Centers for Disease Control and Prevention (CDC). (2013). Prescription painkiller overdose Infographic. Retrieved from: http://www.cdc.gov/vitalsigns/prescriptionpainkilleroverdoses/infographic.html.
Jones, H. E., Martin, P. R., Heil, S. H., Kaltenbach, K., Selby, P., Coyle, M. G., Stine, S. M., O'Grady, K. .E, Arria, A. M., & Fischer G. (2008). Treatment of opioid dependent pregnant women: Clinical and research issues. Journal of Substance Abuse Treatment (35) 3, 245-259.
Newman, R. (2013). Open letter to the media and policy makers regarding alarmist and inaccurate reporting on prescription opioid use by pregnant women. [PDF Document]. Retrieved from: http://advocatesforpregnantwomen.org/Opioid%20Open%20Letter%20-%20March%202013%20-%20FINAL.pdf.
Saiki, T., Lee, S., Hannam, S., & Greenough, A. (2010). Neonatal abstinence syndrome–postnatal ward vs. neonatal management. European Journal of Pediatrics 169, 95-98.

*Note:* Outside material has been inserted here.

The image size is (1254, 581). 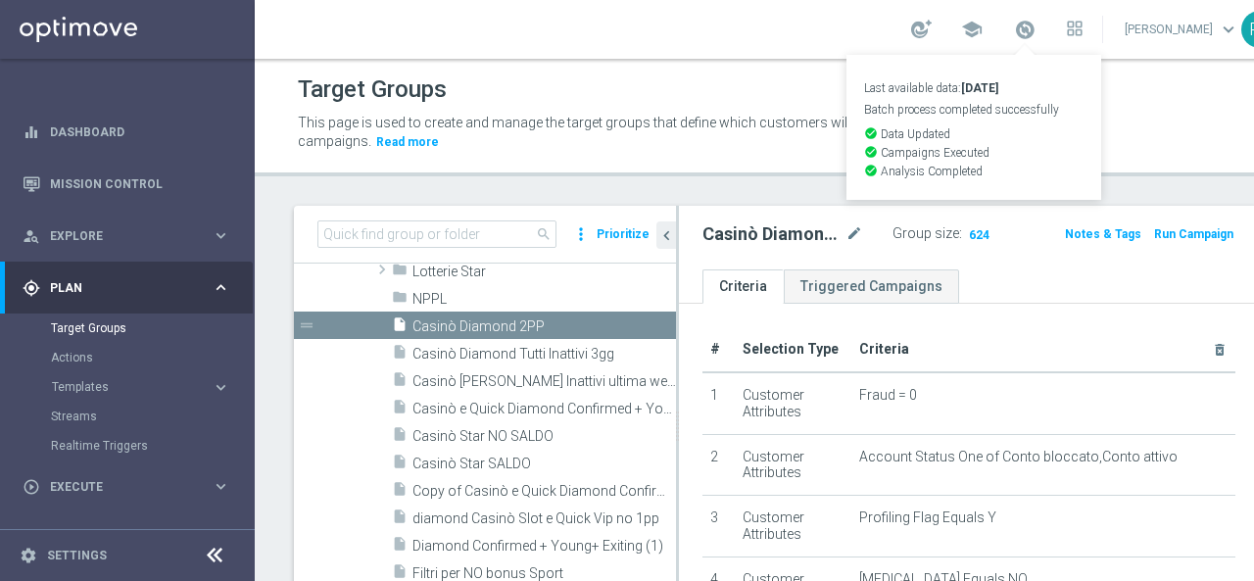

Salter, M., Ridley, N., & Cumings, B. (2015). Tennessee Association of Alcohol, Drug, and Other Addiction Services white paper on implementation of Chapter 820 opportunities to address pregnancy, drug use and the law. [PDF Document]. Retrieved from: http://taadas.org/TAADAS%20White%20Paper%202015.pdf.
Substance Abuse and Mental Health Services Administration Center for Substance Abuse Treatment (SAMHSA). (2008). Medication-assisted treatment for opioid addiction in opioid treatment programs. Treatment Improvement Protocol (TIP) Series 43. HHS Publication No. (SMA) 12-4214.
Substance Abuse and Mental Health Services Administration (SAMHSA). (2016). A collaborative approach to the treatment of pregnant women with opioid use disorders. HHS Publication No. (SMA) 16-4978. Rockville, MD: Substance Abuse and Mental Health Services Administration. Available at: http://store.samhsa.gov/.
Terplan, M., Kennedy-Hendricks, A., & Chisolm, M. (2015). Prenatal substance use: Exploring assumptions of maternal unfitness. Substance Abuse: Research and Treatment 9 (S2) 1-4.
Cayce M. Watson is a Licensed Advanced Practice Social Worker and Master Addiction Counselor. Her practice experience is in mental health and addictions treatment. She is an assistant professor and Field Coordinator in the Social Work Department at Lipscomb University in Nashville, TN. She has also served as Research Coordinator of a NIH and NIDA funded study concerning opiate use among pregnant women.
April Mallory, MSW, LCSW, is a social worker with many years of experience working within the psychiatric and criminal justice systems. She evaluates impaired physicians as part of the team at Vanderbilt’s Comprehensive Assessment Program and is an assistant professor of practice at the University of Tennessee College of Social Work.